The PCs are hanging around at the local tavern when a creepy old man approaches us. He asks us if we want to join the Assassin's guild. We all say no, because none of us are rogues or assassins (It should be noted, the DM's regular character is an assassin, so maybe you can see where this is going). Creepy guy insists that we should join the assassins guild, and pulls out a magical cube. We still say no. Apparently we have to roll will saves to prevent ourselves from touching the cube, and we all fail, despite some of us rolling 28+. All of us touch his cube, and are permanently magically compelled to be in the Assassin's guild, never to speak about the Assassin's guild, and to automatically accept an assassination quest (yes, even the paladin). The quest is to kill a guy in the house next door. So we grudgingly accept. We decide to set fire to the house, and stand in the doorways, readying actions to carve up anything that steps outside. DM says we can't set fire to the house, because it's not Assassin-ish enough. We say, the house is made of wood and straw, and we're not assassins, we set fire to the damn house. Argument continues for about half an hour, until DM finally throws his hands up in the air, allows us to burn it down, but says the house collapses and does obscene amounts of damage to anyone next to it. Three characters fail their reflex saves and die.

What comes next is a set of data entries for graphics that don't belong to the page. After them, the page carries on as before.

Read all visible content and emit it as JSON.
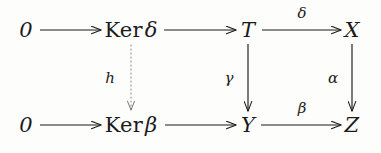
{
  "diagram": {
    "kind": "commutative-diagram",
    "background_color": "#fdfdfc",
    "ink_color": "#1b1b1b",
    "nodes": [
      {
        "id": "zero-top",
        "text": "0",
        "op": "",
        "greek": "",
        "x": 26,
        "y": 30
      },
      {
        "id": "ker-delta",
        "text": "Ker δ",
        "op": "Ker",
        "greek": "δ",
        "x": 131,
        "y": 30
      },
      {
        "id": "t",
        "text": "T",
        "op": "",
        "greek": "",
        "x": 248,
        "y": 30
      },
      {
        "id": "x",
        "text": "X",
        "op": "",
        "greek": "",
        "x": 352,
        "y": 30
      },
      {
        "id": "zero-bot",
        "text": "0",
        "op": "",
        "greek": "",
        "x": 26,
        "y": 125
      },
      {
        "id": "ker-beta",
        "text": "Ker β",
        "op": "Ker",
        "greek": "β",
        "x": 131,
        "y": 125
      },
      {
        "id": "y",
        "text": "Y",
        "op": "",
        "greek": "",
        "x": 248,
        "y": 125
      },
      {
        "id": "z",
        "text": "Z",
        "op": "",
        "greek": "",
        "x": 352,
        "y": 125
      }
    ],
    "edge_labels": [
      {
        "id": "label-delta",
        "text": "δ",
        "x": 302,
        "y": 13,
        "for": "T to X"
      },
      {
        "id": "label-beta",
        "text": "β",
        "x": 302,
        "y": 108,
        "for": "Y to Z"
      },
      {
        "id": "label-h",
        "text": "h",
        "x": 110,
        "y": 78,
        "for": "Ker delta to Ker beta"
      },
      {
        "id": "label-gamma",
        "text": "γ",
        "x": 229,
        "y": 78,
        "for": "T to Y"
      },
      {
        "id": "label-alpha",
        "text": "α",
        "x": 333,
        "y": 78,
        "for": "X to Z"
      }
    ],
    "edges": [
      {
        "id": "edge-zero-top-to-ker-delta",
        "style": "solid",
        "orientation": "horizontal",
        "from": "0",
        "to": "Ker δ"
      },
      {
        "id": "edge-ker-delta-to-t",
        "style": "solid",
        "orientation": "horizontal",
        "from": "Ker δ",
        "to": "T"
      },
      {
        "id": "edge-t-to-x",
        "style": "solid",
        "orientation": "horizontal",
        "from": "T",
        "to": "X",
        "label": "δ"
      },
      {
        "id": "edge-zero-bot-to-ker-beta",
        "style": "solid",
        "orientation": "horizontal",
        "from": "0",
        "to": "Ker β"
      },
      {
        "id": "edge-ker-beta-to-y",
        "style": "solid",
        "orientation": "horizontal",
        "from": "Ker β",
        "to": "Y"
      },
      {
        "id": "edge-y-to-z",
        "style": "solid",
        "orientation": "horizontal",
        "from": "Y",
        "to": "Z",
        "label": "β"
      },
      {
        "id": "edge-ker-delta-to-ker-beta",
        "style": "dotted",
        "orientation": "vertical",
        "from": "Ker δ",
        "to": "Ker β",
        "label": "h"
      },
      {
        "id": "edge-t-to-y",
        "style": "solid",
        "orientation": "vertical",
        "from": "T",
        "to": "Y",
        "label": "γ"
      },
      {
        "id": "edge-x-to-z",
        "style": "solid",
        "orientation": "vertical",
        "from": "X",
        "to": "Z",
        "label": "α"
      }
    ]
  }
}
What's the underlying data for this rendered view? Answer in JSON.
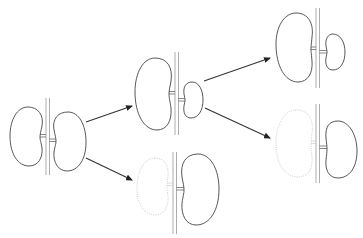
{
  "diagram": {
    "type": "flow",
    "colors": {
      "outline": "#444444",
      "removed_outline": "#c8c8c8",
      "vessel": "#8a8a8a",
      "arrow": "#333333"
    },
    "nodes": [
      {
        "id": "A",
        "left_kidney": "normal",
        "right_kidney": "normal",
        "x": 10,
        "y": 98
      },
      {
        "id": "B",
        "left_kidney": "enlarged",
        "right_kidney": "small",
        "x": 135,
        "y": 53
      },
      {
        "id": "C",
        "left_kidney": "absent",
        "right_kidney": "enlarged",
        "x": 135,
        "y": 150
      },
      {
        "id": "D",
        "left_kidney": "enlarged",
        "right_kidney": "small",
        "x": 275,
        "y": 10
      },
      {
        "id": "E",
        "left_kidney": "absent",
        "right_kidney": "enlarged",
        "x": 275,
        "y": 105
      }
    ],
    "edges": [
      {
        "from": "A",
        "to": "B"
      },
      {
        "from": "A",
        "to": "C"
      },
      {
        "from": "B",
        "to": "D"
      },
      {
        "from": "B",
        "to": "E"
      }
    ]
  }
}
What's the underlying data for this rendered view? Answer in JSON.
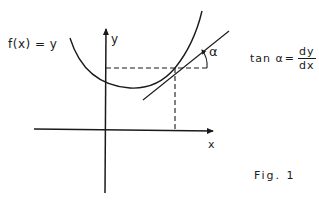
{
  "figure": {
    "caption": "Fig. 1",
    "function_label": "f(x) = y",
    "axes": {
      "x_label": "x",
      "y_label": "y"
    },
    "angle_label": "α",
    "formula": {
      "lhs": "tan α",
      "equals": "=",
      "numerator": "dy",
      "denominator": "dx"
    },
    "colors": {
      "stroke": "#1a1a1a",
      "background": "#ffffff"
    }
  }
}
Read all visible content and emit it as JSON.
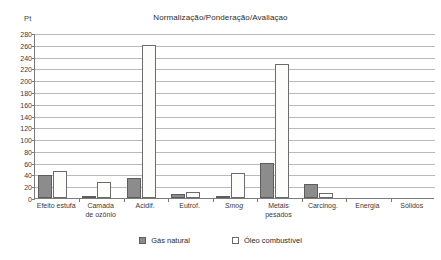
{
  "chart_data": {
    "type": "bar",
    "title": "Normalização/Ponderação/Avaliaçao",
    "xlabel": "",
    "ylabel": "Pt",
    "ylim": [
      0,
      280
    ],
    "yticks": [
      0,
      20,
      40,
      60,
      80,
      100,
      120,
      140,
      160,
      180,
      200,
      220,
      240,
      260,
      280
    ],
    "grid": true,
    "legend_position": "bottom",
    "categories": [
      "Efeito estufa",
      "Camada de ozônio",
      "Acidif.",
      "Eutrof.",
      "Smog",
      "Metais pesados",
      "Carcinog.",
      "Energia",
      "Sólidos"
    ],
    "category_lines": [
      [
        "Efeito estufa"
      ],
      [
        "Camada",
        "de ozônio"
      ],
      [
        "Acidif."
      ],
      [
        "Eutrof."
      ],
      [
        "Smog"
      ],
      [
        "Metais",
        "pesados"
      ],
      [
        "Carcinog."
      ],
      [
        "Energia"
      ],
      [
        "Sólidos"
      ]
    ],
    "italic_categories": [
      "Smog"
    ],
    "series": [
      {
        "name": "Gás natural",
        "color": "#8c8c8c",
        "values": [
          39,
          2,
          34,
          6,
          3,
          60,
          23,
          0,
          0
        ]
      },
      {
        "name": "Óleo combustível",
        "color": "#ffffff",
        "values": [
          46,
          28,
          260,
          10,
          42,
          228,
          9,
          0,
          0
        ]
      }
    ]
  },
  "axis": {
    "unit_label": "Pt"
  },
  "legend": {
    "items": [
      {
        "label": "Gás natural",
        "swatch": "gas"
      },
      {
        "label": "Óleo combustível",
        "swatch": "oleo"
      }
    ]
  }
}
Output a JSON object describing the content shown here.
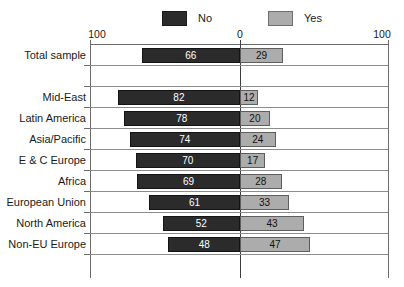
{
  "legend": {
    "entries": [
      {
        "label": "No",
        "color": "#2b2b2b",
        "swatch": "dark-swatch"
      },
      {
        "label": "Yes",
        "color": "#abacab",
        "swatch": "light-swatch"
      }
    ]
  },
  "axis": {
    "left_label": "100",
    "zero_label": "0",
    "right_label": "100"
  },
  "chart_data": {
    "type": "bar",
    "orientation": "horizontal",
    "subtype": "diverging-paired",
    "title": "",
    "xlabel": "",
    "ylabel": "",
    "xlim": [
      -100,
      100
    ],
    "axis_tick_labels": [
      "100",
      "0",
      "100"
    ],
    "grid": true,
    "legend_position": "top",
    "categories": [
      "Total sample",
      "",
      "Mid-East",
      "Latin America",
      "Asia/Pacific",
      "E & C Europe",
      "Africa",
      "European Union",
      "North America",
      "Non-EU Europe"
    ],
    "series": [
      {
        "name": "No",
        "color": "#2b2b2b",
        "direction": "left",
        "values": [
          66,
          null,
          82,
          78,
          74,
          70,
          69,
          61,
          52,
          48
        ]
      },
      {
        "name": "Yes",
        "color": "#abacab",
        "direction": "right",
        "values": [
          29,
          null,
          12,
          20,
          24,
          17,
          28,
          33,
          43,
          47
        ]
      }
    ],
    "rows": [
      {
        "label": "Total sample",
        "no": 66,
        "yes": 29,
        "spacer": false
      },
      {
        "label": "",
        "no": null,
        "yes": null,
        "spacer": true
      },
      {
        "label": "Mid-East",
        "no": 82,
        "yes": 12,
        "spacer": false
      },
      {
        "label": "Latin America",
        "no": 78,
        "yes": 20,
        "spacer": false
      },
      {
        "label": "Asia/Pacific",
        "no": 74,
        "yes": 24,
        "spacer": false
      },
      {
        "label": "E & C Europe",
        "no": 70,
        "yes": 17,
        "spacer": false
      },
      {
        "label": "Africa",
        "no": 69,
        "yes": 28,
        "spacer": false
      },
      {
        "label": "European Union",
        "no": 61,
        "yes": 33,
        "spacer": false
      },
      {
        "label": "North America",
        "no": 52,
        "yes": 43,
        "spacer": false
      },
      {
        "label": "Non-EU Europe",
        "no": 48,
        "yes": 47,
        "spacer": false
      }
    ]
  }
}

Needless to say, the next session I went back to DMing again, and ruled that everything that had happened in the previous session was just a horrible nightmare caused by some bad cheese they ate at the tavern that night. A couple of players buy some more of the cheese, and later sell it on for great profit to some drug smugglers.

To this day, whenever anyone feels like they're being railroaded into anything at the...

Great story, wow that is weird.

Liberty's Edge

Shiftybob wrote:
...the next session I went back to DMing again, and ruled that everything that had happened in the previous session was just a horrible nightmare caused by some bad cheese...

Love it!


This one is from the campaign I am currently a player in:

My fellow players even after us being generously welcomed into the Great Wyrm Copper Dragon's Lair... well they decide to attack it. It is in +5 Full Plate...

They preceded to die. They got mad that I sat back and watched. They build new characters. When I lead these new characters to the dragon. They attack it yet again. This continued 7 more times. Each time taking up a full session...

They finally got mad at the GM and after calling both her and me some very unsavory names left the campaign. That was after their 10th try at the Dragon.

Thankfully we found some new players so that I didn't have to play the entire party for one of her campaigns... Again...


A dragon in someone's campaign, in magical full plate... again?

What blacksmith is making this stuff? A maneuverable plated suit the size of a house, complete with harness and made for a giant flying lizard. Fantasy sure gets weird doesn't it? Been hearing more about full plate dragons of late.

Who helps the dragon put it on? How long does it take to put on a metal house?